In hockey, nobody wants to be a distraction. β[The players told me] it doesnβt matter if youβre gay, or concussed, or youβve been sexually abused or have mental health issues, none of those are OK because you are a distraction,β Cheryl MacDonald, former co-chair of the western Canadian board of You Can Play, said of her interviews with a handful of gay hockey players in 2019. MacDonald had wondered why more gay players did not choose to come out. βYou donβt want to risk it not being OK, because the perception is someone who is just as good at your job but isnβt gay is going to take your spot,β she said at the time. Better to say nothing at all.β
In the penultimate episode of Heated Rivalry, another gay player unexpectedly invites his boyfriend on to the ice to help celebrate a championship win. They kiss in front of tens of thousands of fans and, presumably, millions of viewers at home. It is a public coming out. The show pivots immediately to how this impacts Hollander and Rozanov and offers very little sense of how the kiss was received more broadly, but amid the on-ice embrace, the crowd appears enraptured, not appalled. The TV announcer simply says: βYou donβt see that every day.β Well, no. But if we did?
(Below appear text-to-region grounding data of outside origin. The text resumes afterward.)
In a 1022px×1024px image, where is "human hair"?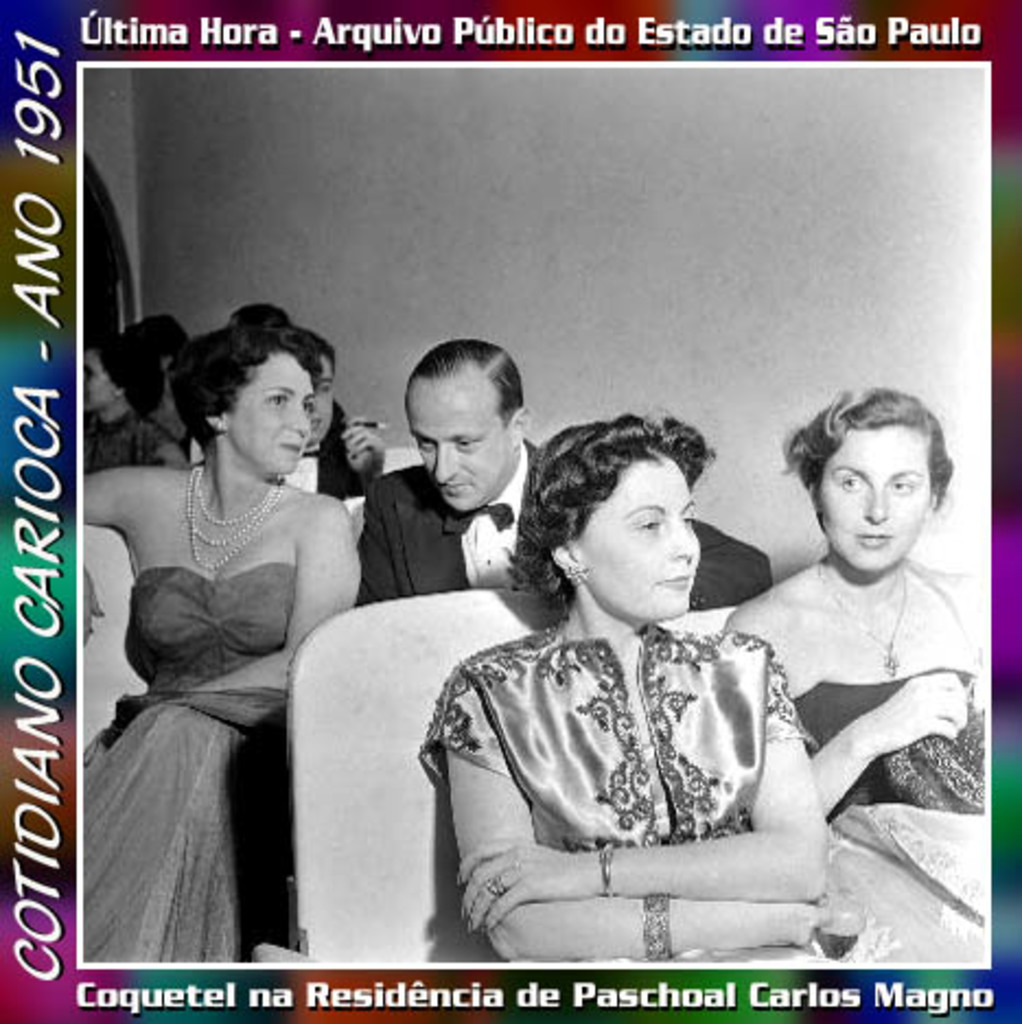
x1=228, y1=300, x2=293, y2=326.
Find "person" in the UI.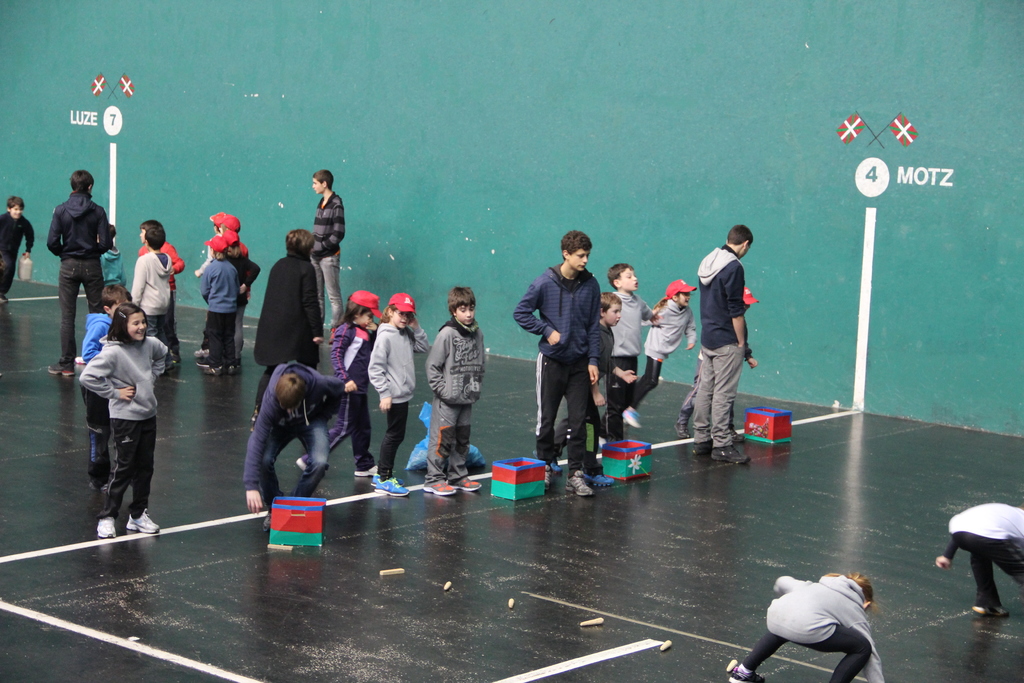
UI element at x1=939, y1=498, x2=1022, y2=618.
In the same 2019 study, MacDonald also found that once gay players did come out, their teammates generally reacted positively β and the typical homophobic jibes that persist in hockey locker rooms were muted. Moreover, the banter eventually incorporated their orientation, with straight players more respectfully making light of the gay playersβ sexuality. βThe gay players said the acknowledgement was nice β¦ it seems there is room for consensual humor,β MacDonald noted. Likely, few in the hockey world would find that surprising either; just part of the frustrating paradox at the heart of its culture.
Heated Rivalryβs popularity has prompted plenty of speculation about whether it will attract new fans to hockey and to the NHL. But they are already here β watching, spending, supporting. Playing. And learning, often from a young age, what part of themselves they should keep quiet because, yβknow, no one can know. As for the NHL, in December, a spokesperson told the Hollywood Reporter that βthere are so many ways to get hooked on hockey and, in the NHLβs 108-year history, this might be the most unique driver for creating new fans. See you at the rink.β The line is cheerful, harmless and, in typical fashion, empty. Even when the conversation is unavoidable, the NHL still has little to say. It seems that for the league, this is not about hockey. It is still just a distraction.